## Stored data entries
────

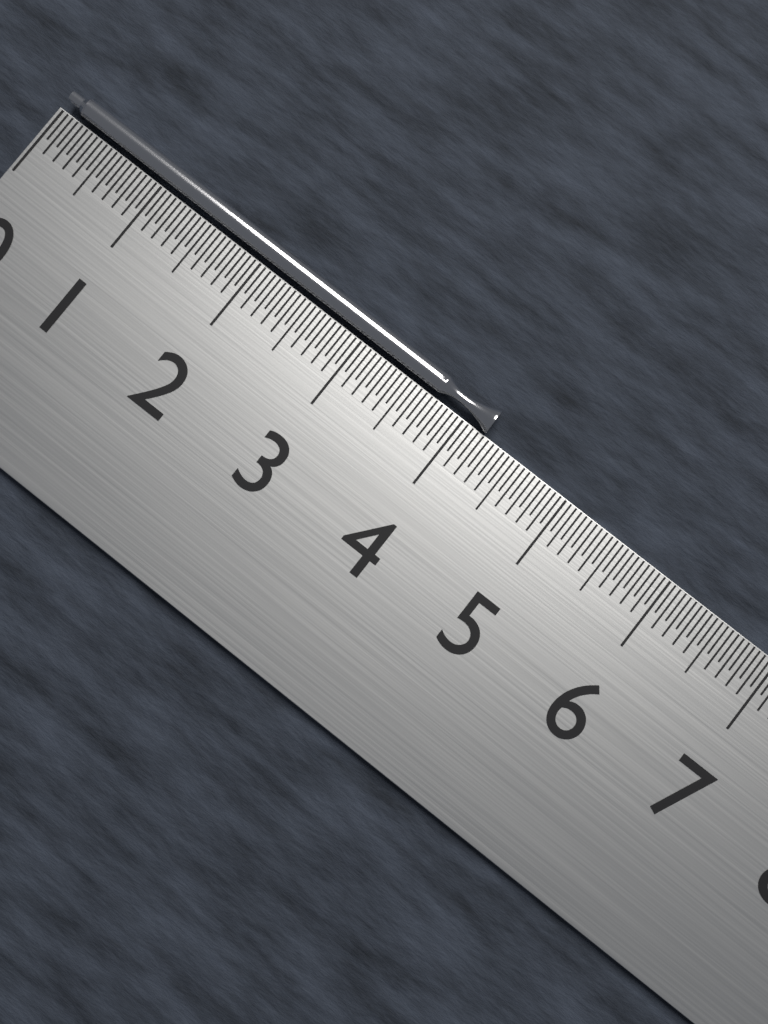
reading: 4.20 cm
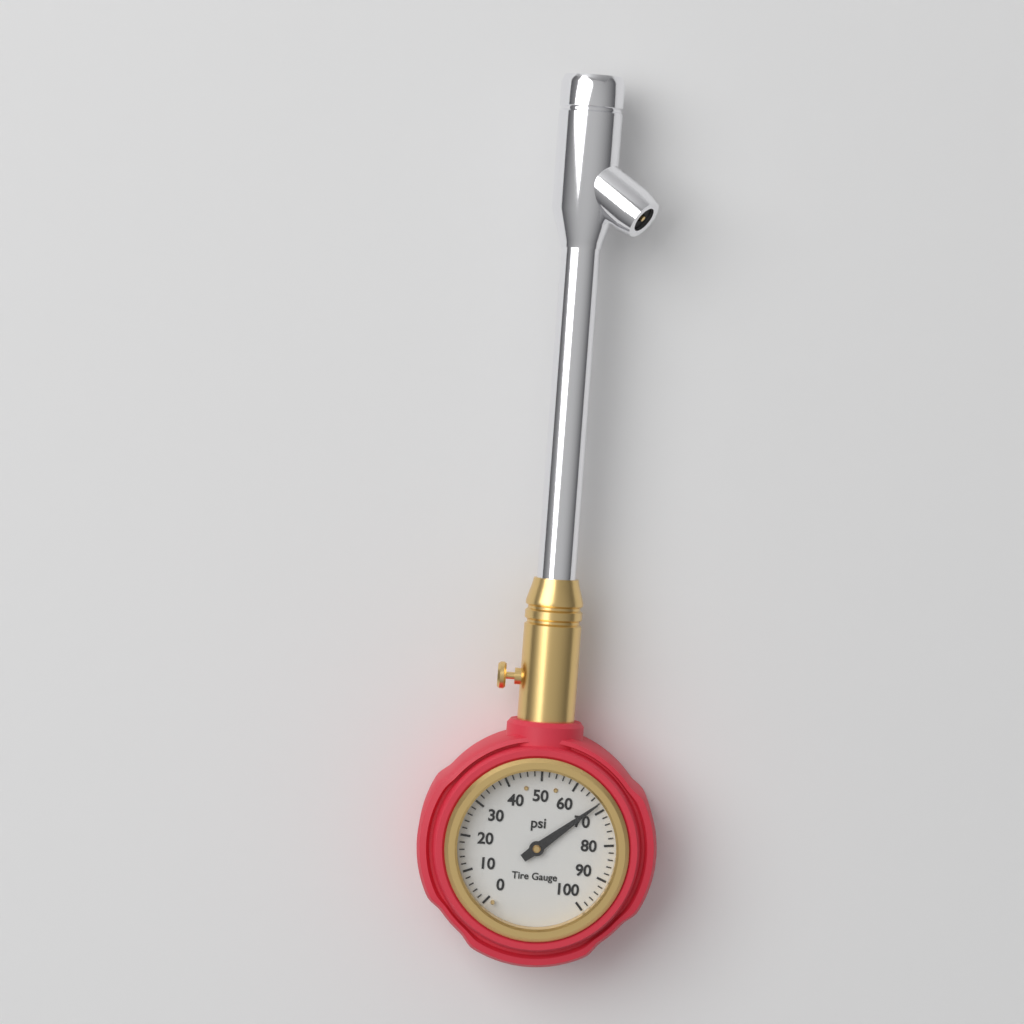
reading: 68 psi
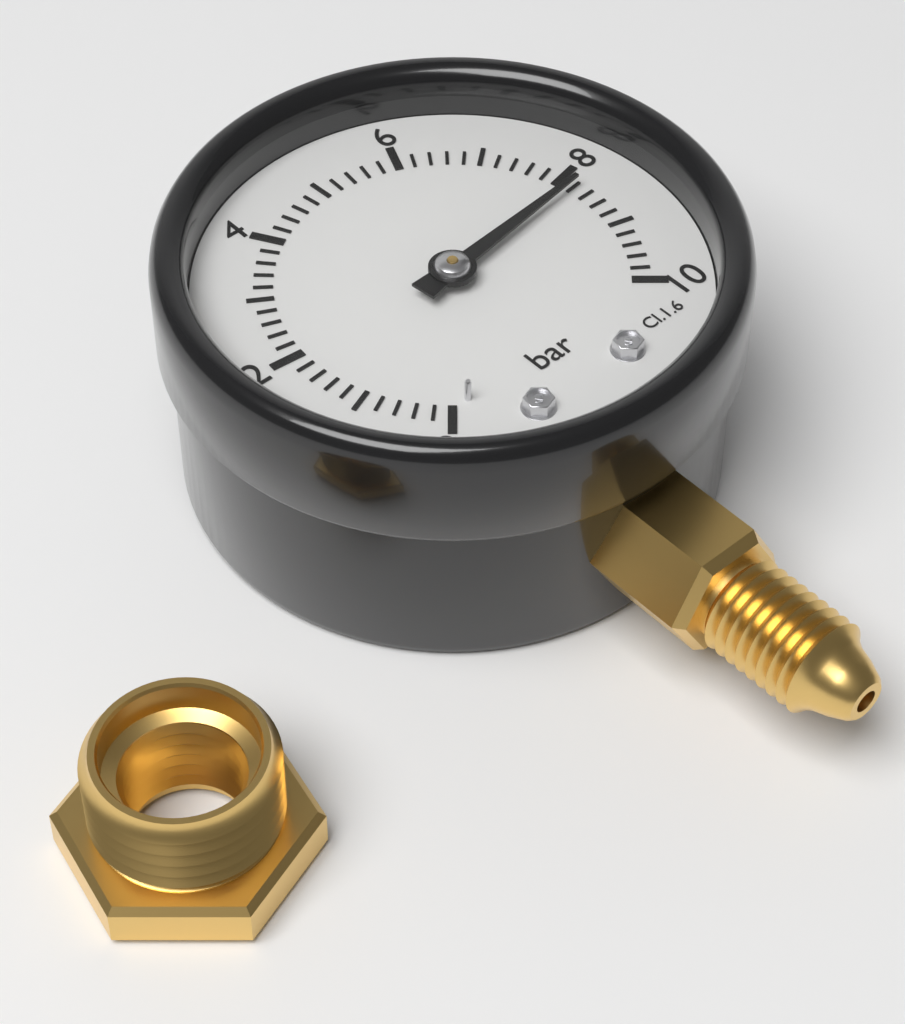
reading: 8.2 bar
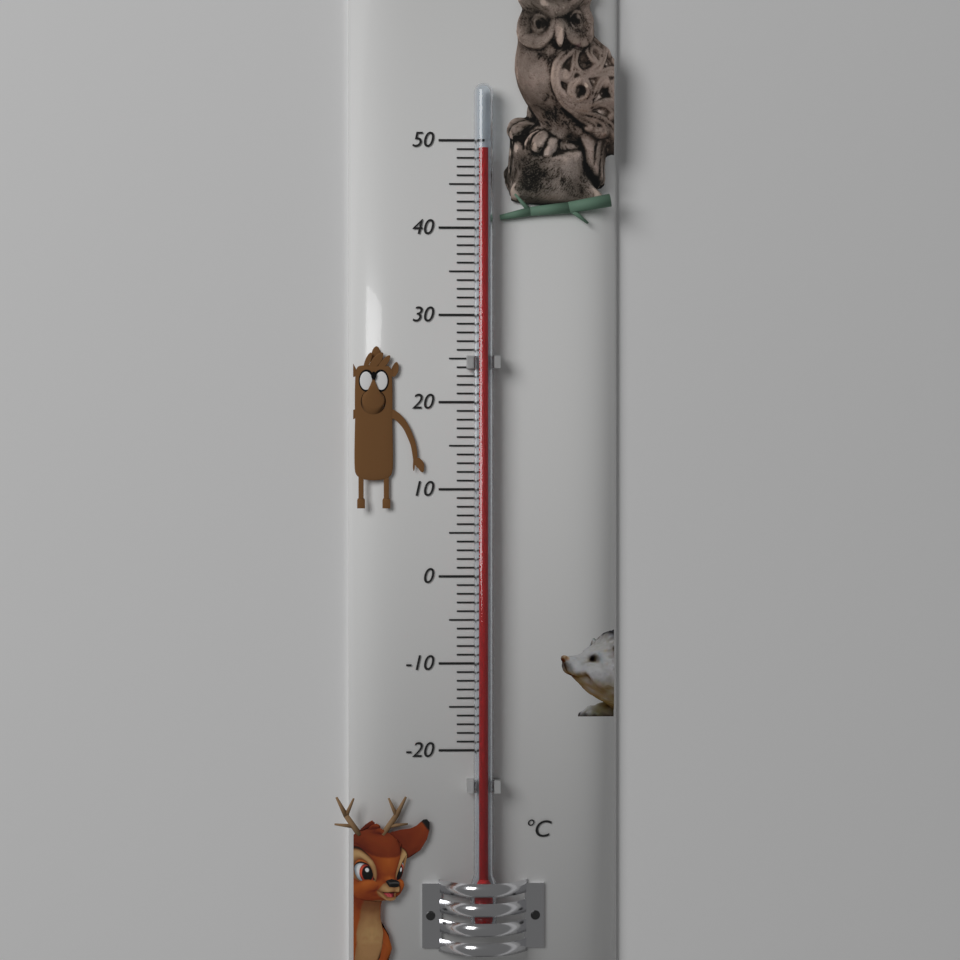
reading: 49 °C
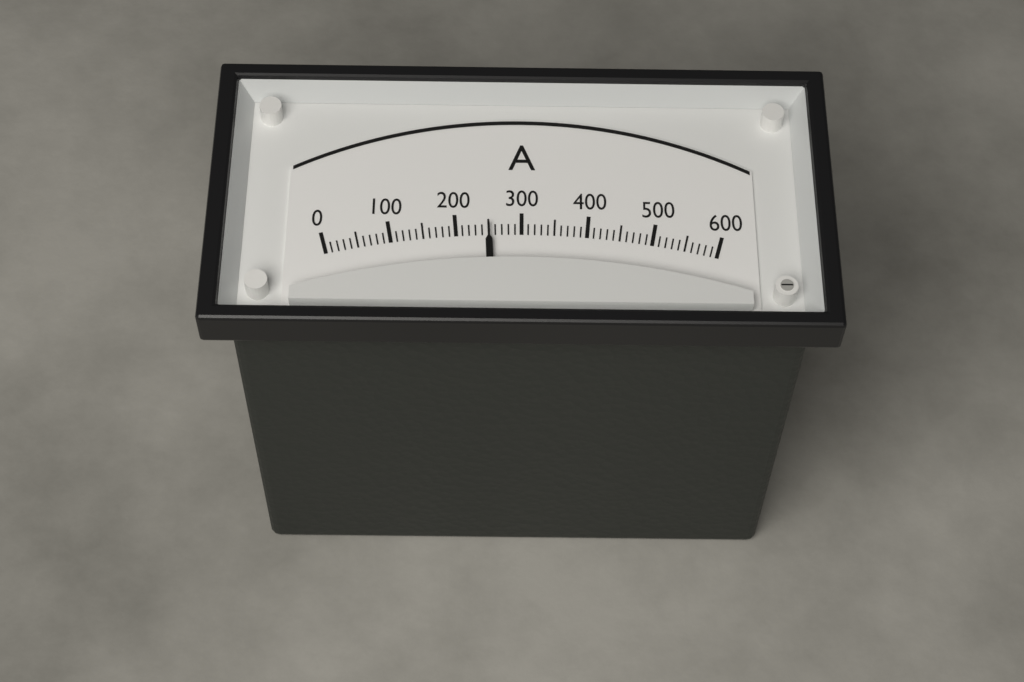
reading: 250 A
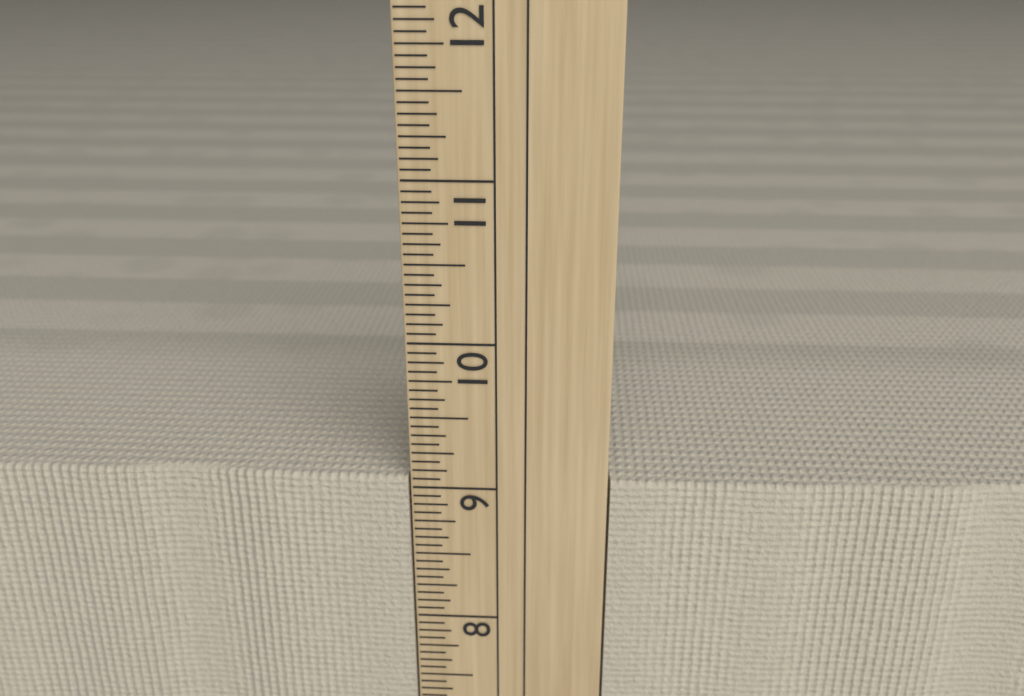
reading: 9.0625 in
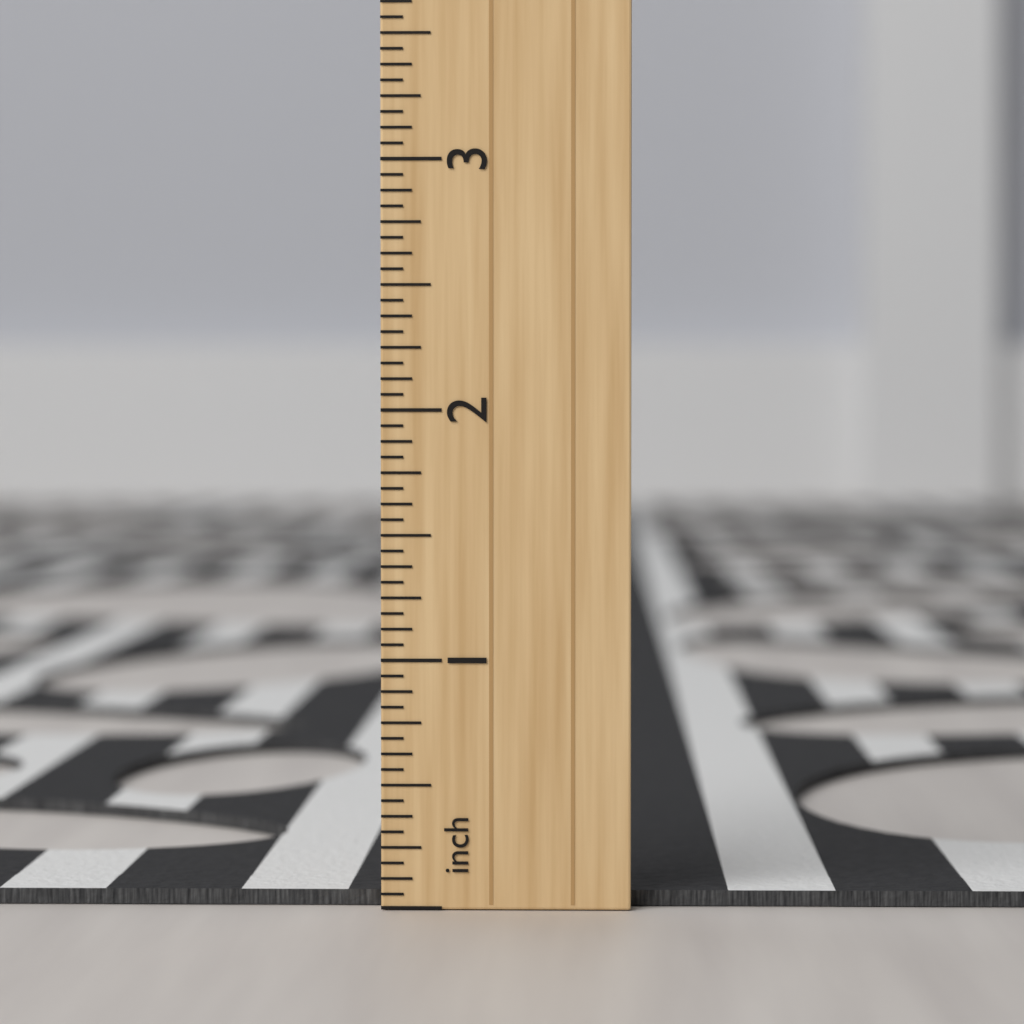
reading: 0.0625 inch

────

Each entry above is to be written out exactly. The pictures stay out.

reading: 4.20 cm
reading: 68 psi
reading: 8.2 bar
reading: 49 °C
reading: 250 A
reading: 9.0625 in
reading: 0.0625 inch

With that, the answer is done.